=== Begin Enclosure ===
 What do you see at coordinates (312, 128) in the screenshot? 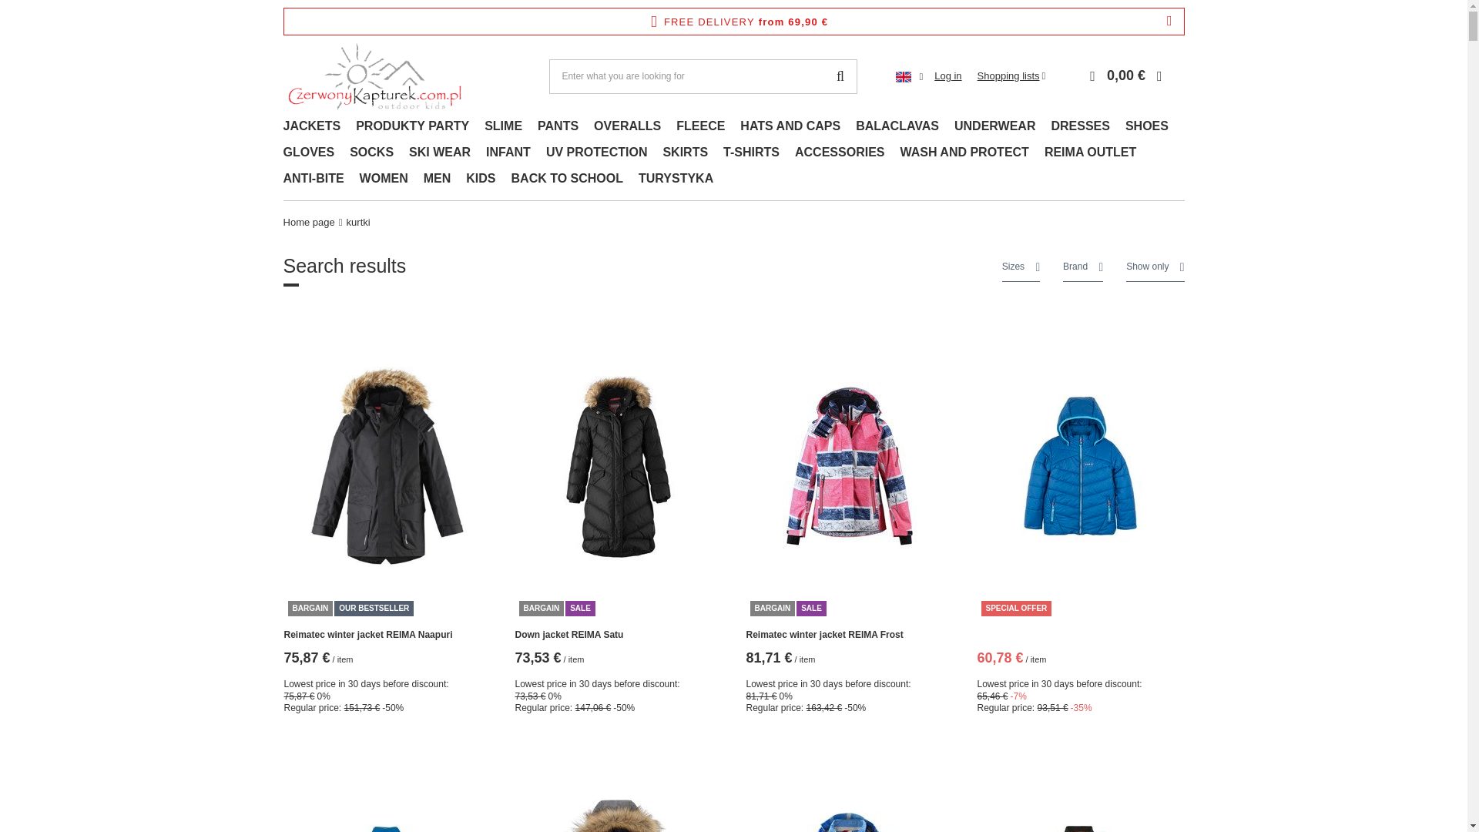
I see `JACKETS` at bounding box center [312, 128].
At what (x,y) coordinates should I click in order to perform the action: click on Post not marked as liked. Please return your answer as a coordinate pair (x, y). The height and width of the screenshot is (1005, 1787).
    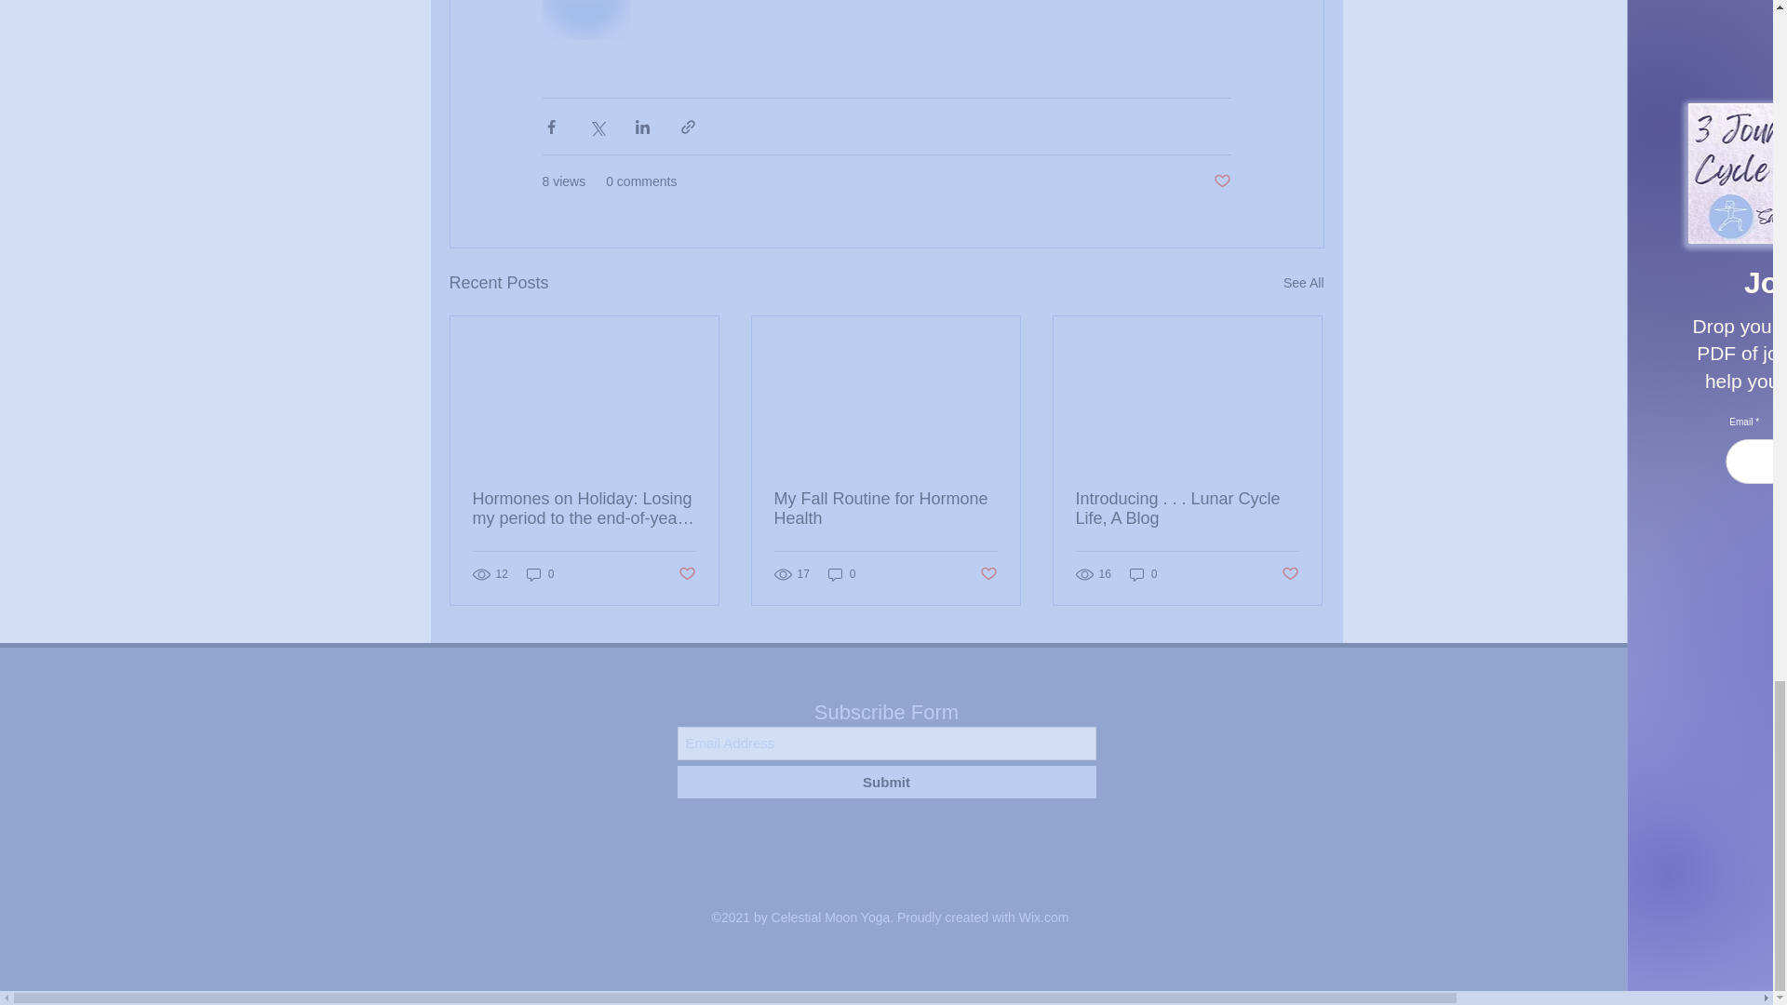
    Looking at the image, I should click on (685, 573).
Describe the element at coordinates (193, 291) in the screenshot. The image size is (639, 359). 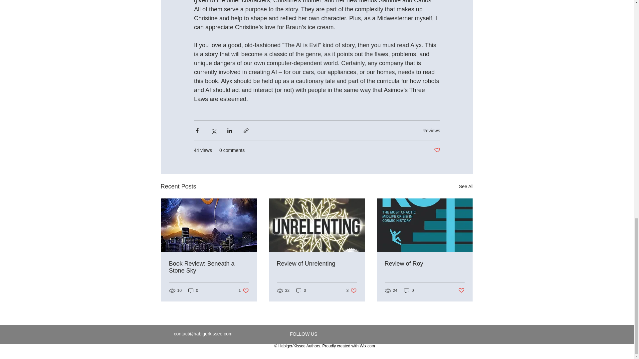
=== End Enclosure ===
_Exercise objective:_ Extract the lines beginning with the one that contains "At what (x,y)" and ending with the last line of the listing. Keep them exact and drop the pictures.

_Exercise output:_
At what (x,y) coordinates should I click in order to perform the action: click on Post not marked as liked. Please return your answer as a coordinate pair (x, y). The height and width of the screenshot is (1005, 1787).
    Looking at the image, I should click on (685, 573).
Describe the element at coordinates (193, 291) in the screenshot. The image size is (639, 359). 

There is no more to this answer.